"Remember, man, that thou art dust, and to dust thou shalt return"
Genesis 3:19
Oh, there have been howls in the wilderness over the film The Golden Compass, and not the kind you'd expect from anything like armored polar bears.
No, indeed. The Catholic Church (which's taken a few knocks lately) and the Catholic Legion of Decency have awakened like vampires and condemned this film, based of Philip Pullman's trilogy of novels (under the title "His Dark Materials" published between 1995 and 2000)--though the Legion is remarkably silent over the Church's own trespasses.
Then there are those fans of the books who are beating their breasts with their Anniversary Editions saying that it doesn't do "justice" to them.Well, checking my own personal Alethiometer, I can say they're both wrong, if not downright irrelevant in their arguments. The Catholics' stance won't do anything but help the movie.* If they really wanted to prove they meant business they could excommunicate Catholic Nicole Kidman, but I think that would generate so much sympathy that folks might even forgive her for Bewitched! And the "chapter-and-versers" will just have to live with the fact that "books is books" and "movies is movies", and both media have their story-telling strengths that are oftentimes incompatible with each other.**
Enough of the controversy, how's the movie? Immensely satisfying for a first chapter (and half-a-movie). There are unresolved issues galore, confused motivations, and the lurking feeling that things might have played out a bit faster than the time it takes to say "To Be Continued" three times fast. But the production design is killer, the performances are good (though Daniel Craig has little to do, or offer, as Lord Asriel), and the effects work is exemplary. The Golden Compass takes place in a world not too unlike our own, except that, instead of souls, people have "daemons," animal-like wraiths who shape-shift until maturity sets in for the host.
That's the background dust...er, stuff.
Our heroine, Lyra (Dakota Blue Richards), is a headstrong urchin of an orphan living at Oxford as the ward of Lord Asriel, an explorer-adventurer of some note and seeker of the truth about this "dust" business, the mention of which is considered heresy by (and produce much paroxysms in) The Magisterium. Lord Asriel goes off adventuring and Lyra is entrusted with an Alethiometer, a Golden Compass, which will tell her the truth of a subject if its asked in precisely the right way--not unlike a Press Spokesman. She also comes under the slinky thumb of Mrs. Coulter (Nicole Kidman, in full "evil-squint" mode), who does "official business" for The Magisterium, whom, she explains, "tells people what to do...but in a nice way...to keep things working."
Lyra is always being told to behave, yet, she has, as her two mentors, two head-strong people who like to say "no one tells me what to do." So, soon Lyra is rebelling, and escapes from Mrs. Coulter (in a scene that, in all the discourse, is given dramatically short-shrift) and embarks on a series of adventures that entails the kidnapping of two of her friends, a hook-up with a band of the takens' parents, a countrified aeronaut (Sam Elliott, never more twinklingly courtly), and a displaced prince of a polar bear playing "Hamlet."
It's this section where the film really shines. The bears are marvels of CGI animation with wonderful actors like Ians McShane and McKellan (What? Him...again? Can they make a fantasy film without this guy?) breathing life through their vocal performances. One sight that made me laugh was during the Big Fight for "Polar Bear King," when Iorek Byrnison (McKellan's bear) has his armored head-piece knocked off and the camera (computer?) follows it to the edge of the ring, where the spectator-bears stare curiously dumb at it. The film is awash with pictorial touched like that, that fill in and make this world real whenever the story-telling turns miserly.
Performances are uniformly fine--though Craig under-performs. Perhaps he'll be given more to do later, although it's pretty apparent who of the characters you're supposed to be rooting for early on. Time will have to tell. But it's quite good for being half-a-movie. Certainly it makes you anticipate the sequels.
It has been reported in the news that the Vatican has been "consoled" by the film's less-than-golden opening receipts. But probably less than they were when "Deliver Us From Evil" or Spotlight underperformed.HBO is doing a marvelous 3 season series of Pullman's books, with lovely detail to the material.
* Showing off my talents as a prognosticator, the film did poorly at the box office and plans for other films in the series were canceled by NewLine. The entire series of films is being done—and done quite well—for HBO, which has so much money from "Game of Thrones," they can afford to offend the Catholic Church. By the way, with my margin or error, I have the makings to be your average pollster!
** Trouble is NewLine Cinema, which was perfectly alright with 3.5 hour versions of Tolkien, but did not want this one to be 3 hours long and so they took back the film from Chris Weitz and cut a great deal of material from it, rendering it a bit hedgy in the exposition and transition department.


• [WORK ORDER] Go through the material below and copy all lines with "Phenylalanine".

• [MATERIAL TO PROCESS]

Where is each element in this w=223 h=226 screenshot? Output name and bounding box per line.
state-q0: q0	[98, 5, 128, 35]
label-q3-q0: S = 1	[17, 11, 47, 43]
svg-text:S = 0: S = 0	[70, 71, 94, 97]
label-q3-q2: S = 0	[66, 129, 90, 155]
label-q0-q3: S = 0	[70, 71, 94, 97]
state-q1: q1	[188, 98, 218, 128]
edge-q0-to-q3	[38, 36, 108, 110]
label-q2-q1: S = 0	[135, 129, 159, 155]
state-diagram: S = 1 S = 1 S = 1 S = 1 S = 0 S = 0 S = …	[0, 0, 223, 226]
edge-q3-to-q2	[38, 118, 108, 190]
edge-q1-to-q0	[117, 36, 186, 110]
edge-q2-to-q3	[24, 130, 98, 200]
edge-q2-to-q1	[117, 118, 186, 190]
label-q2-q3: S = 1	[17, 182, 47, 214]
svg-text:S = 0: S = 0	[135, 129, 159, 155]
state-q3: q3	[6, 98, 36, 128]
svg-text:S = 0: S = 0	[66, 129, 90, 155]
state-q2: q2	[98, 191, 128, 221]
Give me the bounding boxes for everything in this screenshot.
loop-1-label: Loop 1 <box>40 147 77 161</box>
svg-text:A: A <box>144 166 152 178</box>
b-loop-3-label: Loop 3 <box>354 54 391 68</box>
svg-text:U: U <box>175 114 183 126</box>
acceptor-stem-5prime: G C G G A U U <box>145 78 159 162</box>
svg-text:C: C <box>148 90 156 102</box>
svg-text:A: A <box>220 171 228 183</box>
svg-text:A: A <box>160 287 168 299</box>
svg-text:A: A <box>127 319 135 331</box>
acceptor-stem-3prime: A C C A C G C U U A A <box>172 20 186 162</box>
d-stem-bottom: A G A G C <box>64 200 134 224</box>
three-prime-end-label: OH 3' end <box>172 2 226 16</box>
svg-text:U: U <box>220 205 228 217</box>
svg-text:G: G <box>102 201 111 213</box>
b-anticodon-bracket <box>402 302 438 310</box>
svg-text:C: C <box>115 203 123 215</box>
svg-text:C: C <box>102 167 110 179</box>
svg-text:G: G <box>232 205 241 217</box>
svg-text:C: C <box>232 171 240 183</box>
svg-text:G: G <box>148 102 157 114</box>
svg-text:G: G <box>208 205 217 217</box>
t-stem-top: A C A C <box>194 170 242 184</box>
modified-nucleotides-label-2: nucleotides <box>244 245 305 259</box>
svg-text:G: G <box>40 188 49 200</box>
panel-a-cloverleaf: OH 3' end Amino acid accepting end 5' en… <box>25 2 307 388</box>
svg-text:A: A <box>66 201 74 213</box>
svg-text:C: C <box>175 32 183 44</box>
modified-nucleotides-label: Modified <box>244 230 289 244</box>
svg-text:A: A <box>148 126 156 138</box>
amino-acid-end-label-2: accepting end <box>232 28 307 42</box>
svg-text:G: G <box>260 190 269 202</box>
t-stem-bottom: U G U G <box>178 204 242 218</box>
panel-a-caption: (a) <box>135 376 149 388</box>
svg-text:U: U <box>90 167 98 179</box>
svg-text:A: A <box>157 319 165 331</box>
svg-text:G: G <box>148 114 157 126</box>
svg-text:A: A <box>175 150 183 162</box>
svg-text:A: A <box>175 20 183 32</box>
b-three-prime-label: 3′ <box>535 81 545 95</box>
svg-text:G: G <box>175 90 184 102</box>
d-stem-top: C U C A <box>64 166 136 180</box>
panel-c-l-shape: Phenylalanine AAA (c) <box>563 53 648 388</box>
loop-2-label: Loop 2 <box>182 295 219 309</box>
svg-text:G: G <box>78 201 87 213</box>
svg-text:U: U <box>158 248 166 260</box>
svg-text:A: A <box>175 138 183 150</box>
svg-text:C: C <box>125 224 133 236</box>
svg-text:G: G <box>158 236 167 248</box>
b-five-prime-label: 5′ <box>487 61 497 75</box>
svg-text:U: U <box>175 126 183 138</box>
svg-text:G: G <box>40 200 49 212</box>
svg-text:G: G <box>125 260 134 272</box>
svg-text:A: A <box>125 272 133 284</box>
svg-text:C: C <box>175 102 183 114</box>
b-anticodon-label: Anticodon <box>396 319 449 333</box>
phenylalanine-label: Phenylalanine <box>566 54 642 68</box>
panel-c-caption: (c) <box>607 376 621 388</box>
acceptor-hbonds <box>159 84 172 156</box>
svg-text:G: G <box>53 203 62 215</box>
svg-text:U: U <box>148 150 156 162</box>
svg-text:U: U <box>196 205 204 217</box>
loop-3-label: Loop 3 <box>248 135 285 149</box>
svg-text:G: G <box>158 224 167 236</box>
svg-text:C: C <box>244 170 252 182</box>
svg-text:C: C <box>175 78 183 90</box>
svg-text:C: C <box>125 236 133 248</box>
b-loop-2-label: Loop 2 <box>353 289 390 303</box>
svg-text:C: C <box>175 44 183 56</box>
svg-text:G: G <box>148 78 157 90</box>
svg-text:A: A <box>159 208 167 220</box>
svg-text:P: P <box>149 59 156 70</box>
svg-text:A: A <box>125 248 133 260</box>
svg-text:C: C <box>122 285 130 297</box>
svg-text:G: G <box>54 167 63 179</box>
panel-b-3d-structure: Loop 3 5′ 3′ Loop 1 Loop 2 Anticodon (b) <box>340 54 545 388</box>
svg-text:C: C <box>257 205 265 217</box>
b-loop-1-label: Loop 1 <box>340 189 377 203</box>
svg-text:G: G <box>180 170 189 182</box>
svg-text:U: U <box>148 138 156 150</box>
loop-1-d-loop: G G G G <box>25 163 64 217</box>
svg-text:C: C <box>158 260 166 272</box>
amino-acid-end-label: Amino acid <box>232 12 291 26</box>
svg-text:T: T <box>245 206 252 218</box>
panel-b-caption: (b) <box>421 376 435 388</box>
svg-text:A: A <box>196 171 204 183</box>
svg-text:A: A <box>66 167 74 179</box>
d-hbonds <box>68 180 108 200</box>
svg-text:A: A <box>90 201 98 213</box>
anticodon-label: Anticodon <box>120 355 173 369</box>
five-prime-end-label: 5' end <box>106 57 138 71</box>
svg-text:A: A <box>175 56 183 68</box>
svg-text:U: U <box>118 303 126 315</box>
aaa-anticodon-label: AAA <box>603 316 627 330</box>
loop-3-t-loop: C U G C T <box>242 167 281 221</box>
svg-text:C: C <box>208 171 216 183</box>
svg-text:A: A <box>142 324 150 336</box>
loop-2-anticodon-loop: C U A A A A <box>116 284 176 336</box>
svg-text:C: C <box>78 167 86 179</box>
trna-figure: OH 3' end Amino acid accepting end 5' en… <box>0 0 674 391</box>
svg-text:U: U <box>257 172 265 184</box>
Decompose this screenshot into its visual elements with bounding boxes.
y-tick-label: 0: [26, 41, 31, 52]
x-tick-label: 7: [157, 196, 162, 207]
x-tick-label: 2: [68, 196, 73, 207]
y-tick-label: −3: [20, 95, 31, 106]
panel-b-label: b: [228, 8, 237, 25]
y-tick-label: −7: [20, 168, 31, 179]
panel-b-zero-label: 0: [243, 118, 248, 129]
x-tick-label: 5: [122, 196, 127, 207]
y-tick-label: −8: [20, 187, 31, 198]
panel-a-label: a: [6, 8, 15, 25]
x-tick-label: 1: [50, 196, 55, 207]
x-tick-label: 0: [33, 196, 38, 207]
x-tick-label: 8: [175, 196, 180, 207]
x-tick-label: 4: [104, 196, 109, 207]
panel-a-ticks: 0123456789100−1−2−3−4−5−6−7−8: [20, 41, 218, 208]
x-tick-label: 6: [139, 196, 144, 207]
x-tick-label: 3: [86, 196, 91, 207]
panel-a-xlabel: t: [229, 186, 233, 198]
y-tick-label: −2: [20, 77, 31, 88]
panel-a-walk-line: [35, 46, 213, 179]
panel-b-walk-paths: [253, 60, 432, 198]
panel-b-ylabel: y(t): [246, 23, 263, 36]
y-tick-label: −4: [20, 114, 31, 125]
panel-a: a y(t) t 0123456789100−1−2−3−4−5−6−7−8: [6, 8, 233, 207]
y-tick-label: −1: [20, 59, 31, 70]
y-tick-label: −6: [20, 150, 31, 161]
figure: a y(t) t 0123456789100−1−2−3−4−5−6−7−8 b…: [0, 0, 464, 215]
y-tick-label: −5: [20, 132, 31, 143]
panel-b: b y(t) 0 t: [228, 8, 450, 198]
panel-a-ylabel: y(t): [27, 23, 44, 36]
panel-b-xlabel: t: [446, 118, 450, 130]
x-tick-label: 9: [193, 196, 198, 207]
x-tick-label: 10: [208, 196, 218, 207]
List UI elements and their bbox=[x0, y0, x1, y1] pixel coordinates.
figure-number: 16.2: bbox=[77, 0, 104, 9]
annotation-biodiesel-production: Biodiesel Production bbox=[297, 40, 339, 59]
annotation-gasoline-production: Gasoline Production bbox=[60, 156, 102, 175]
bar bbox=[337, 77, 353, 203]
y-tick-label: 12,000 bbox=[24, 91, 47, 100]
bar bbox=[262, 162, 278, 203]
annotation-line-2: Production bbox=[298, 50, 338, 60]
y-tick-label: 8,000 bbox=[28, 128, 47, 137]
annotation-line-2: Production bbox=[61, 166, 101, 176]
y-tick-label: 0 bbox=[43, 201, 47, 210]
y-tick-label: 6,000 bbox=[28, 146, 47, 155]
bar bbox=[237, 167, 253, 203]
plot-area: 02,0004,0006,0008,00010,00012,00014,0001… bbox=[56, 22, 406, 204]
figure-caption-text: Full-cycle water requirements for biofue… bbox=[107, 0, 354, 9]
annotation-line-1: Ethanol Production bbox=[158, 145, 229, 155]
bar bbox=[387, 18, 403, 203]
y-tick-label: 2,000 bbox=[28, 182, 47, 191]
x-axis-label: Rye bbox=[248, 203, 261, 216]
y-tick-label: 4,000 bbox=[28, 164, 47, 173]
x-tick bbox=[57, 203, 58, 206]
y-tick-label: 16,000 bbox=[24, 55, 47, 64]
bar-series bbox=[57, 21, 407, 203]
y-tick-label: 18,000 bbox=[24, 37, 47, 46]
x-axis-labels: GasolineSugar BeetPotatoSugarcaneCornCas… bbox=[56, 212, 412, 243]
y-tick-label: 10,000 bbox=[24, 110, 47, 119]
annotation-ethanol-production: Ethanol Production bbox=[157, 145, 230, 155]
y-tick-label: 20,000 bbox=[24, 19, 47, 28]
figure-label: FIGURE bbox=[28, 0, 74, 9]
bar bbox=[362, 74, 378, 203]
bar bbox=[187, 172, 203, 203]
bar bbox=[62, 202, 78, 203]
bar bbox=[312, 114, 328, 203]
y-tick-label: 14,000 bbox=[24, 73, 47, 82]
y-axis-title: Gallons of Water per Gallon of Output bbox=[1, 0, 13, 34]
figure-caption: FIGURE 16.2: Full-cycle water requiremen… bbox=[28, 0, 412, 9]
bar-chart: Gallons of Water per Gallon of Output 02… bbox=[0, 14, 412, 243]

==

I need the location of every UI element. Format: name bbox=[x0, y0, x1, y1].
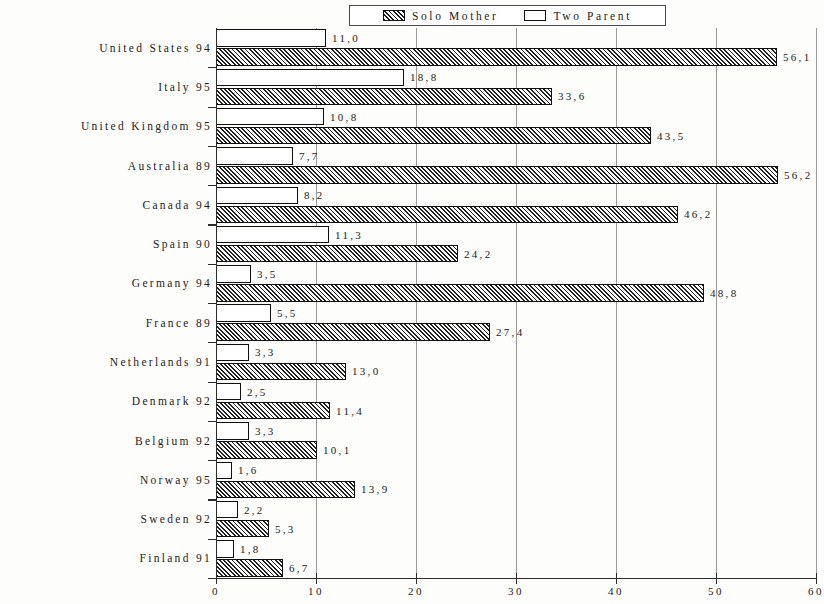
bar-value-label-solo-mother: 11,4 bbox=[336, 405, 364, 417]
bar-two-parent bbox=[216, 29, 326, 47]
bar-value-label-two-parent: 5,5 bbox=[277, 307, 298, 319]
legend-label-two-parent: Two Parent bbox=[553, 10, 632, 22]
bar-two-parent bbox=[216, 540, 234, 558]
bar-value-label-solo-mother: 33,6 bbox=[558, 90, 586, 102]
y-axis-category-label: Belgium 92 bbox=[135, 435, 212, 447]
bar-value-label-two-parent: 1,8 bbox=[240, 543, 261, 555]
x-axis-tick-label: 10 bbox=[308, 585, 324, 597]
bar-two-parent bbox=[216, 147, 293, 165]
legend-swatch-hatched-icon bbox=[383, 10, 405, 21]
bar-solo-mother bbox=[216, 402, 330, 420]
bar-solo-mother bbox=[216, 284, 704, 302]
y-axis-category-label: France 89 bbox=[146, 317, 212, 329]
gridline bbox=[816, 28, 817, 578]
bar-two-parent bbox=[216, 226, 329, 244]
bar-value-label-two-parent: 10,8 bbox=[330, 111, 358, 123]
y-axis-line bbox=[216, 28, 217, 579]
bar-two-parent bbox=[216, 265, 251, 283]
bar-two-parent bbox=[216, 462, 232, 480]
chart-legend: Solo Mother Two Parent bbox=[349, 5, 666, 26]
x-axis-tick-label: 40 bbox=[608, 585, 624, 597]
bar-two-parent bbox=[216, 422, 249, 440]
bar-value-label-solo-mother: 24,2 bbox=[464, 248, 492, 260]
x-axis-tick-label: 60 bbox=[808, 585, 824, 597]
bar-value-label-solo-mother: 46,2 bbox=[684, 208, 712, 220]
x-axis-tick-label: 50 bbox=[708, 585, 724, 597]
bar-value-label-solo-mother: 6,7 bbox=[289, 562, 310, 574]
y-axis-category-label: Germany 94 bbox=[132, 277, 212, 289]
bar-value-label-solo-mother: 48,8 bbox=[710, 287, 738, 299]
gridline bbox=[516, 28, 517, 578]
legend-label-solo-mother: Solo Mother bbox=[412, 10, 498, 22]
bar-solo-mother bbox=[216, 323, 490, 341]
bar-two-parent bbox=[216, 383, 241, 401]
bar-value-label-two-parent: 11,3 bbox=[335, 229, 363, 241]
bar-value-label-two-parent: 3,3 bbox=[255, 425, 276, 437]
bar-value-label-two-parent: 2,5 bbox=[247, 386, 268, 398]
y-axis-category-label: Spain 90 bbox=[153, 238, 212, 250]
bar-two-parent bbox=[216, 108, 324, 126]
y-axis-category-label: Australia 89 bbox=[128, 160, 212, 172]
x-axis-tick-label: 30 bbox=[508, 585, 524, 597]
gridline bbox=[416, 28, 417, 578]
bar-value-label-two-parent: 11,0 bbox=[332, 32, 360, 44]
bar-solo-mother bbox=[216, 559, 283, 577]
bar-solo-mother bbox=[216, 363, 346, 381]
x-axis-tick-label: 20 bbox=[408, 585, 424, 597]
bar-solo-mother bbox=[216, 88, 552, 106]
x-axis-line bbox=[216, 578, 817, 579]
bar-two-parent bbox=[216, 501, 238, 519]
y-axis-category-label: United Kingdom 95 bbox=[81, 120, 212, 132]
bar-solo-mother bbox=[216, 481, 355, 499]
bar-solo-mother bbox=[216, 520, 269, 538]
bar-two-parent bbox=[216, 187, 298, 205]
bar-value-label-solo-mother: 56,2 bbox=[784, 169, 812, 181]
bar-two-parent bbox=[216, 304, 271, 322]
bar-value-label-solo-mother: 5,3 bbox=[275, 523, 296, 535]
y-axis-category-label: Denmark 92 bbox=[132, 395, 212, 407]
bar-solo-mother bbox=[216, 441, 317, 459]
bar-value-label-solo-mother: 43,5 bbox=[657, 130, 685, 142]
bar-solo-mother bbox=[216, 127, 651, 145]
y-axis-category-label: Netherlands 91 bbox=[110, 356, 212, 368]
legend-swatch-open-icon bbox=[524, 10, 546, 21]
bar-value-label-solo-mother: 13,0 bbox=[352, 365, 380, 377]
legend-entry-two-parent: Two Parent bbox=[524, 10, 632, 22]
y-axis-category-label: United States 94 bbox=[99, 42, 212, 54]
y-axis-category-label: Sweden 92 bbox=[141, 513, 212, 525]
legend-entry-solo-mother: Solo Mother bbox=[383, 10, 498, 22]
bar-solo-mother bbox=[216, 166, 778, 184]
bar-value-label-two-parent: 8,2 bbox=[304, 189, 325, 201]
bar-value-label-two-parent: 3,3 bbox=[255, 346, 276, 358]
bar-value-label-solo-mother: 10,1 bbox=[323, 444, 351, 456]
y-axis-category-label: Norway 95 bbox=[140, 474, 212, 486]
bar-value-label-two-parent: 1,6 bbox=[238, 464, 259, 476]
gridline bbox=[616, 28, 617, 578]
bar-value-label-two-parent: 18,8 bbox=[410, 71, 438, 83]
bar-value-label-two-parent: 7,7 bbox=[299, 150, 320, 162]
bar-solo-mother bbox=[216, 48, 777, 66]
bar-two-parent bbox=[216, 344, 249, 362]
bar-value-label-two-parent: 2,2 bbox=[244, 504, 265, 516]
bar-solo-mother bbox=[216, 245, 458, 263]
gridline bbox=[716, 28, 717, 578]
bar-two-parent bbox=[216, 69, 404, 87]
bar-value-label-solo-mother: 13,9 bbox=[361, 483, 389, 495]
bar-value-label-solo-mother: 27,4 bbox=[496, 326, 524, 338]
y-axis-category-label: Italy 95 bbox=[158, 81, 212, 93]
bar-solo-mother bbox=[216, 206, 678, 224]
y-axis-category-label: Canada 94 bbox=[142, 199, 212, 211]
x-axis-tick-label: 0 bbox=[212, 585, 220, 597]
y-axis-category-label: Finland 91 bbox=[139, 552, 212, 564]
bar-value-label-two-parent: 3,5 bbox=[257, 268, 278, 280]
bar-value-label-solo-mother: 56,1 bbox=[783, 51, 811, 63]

• [RESPONSE TO THE EXERCISE]
panel-c-l-shape: Phenylalanine AAA (c) <box>563 53 648 388</box>
phenylalanine-label: Phenylalanine <box>566 54 642 68</box>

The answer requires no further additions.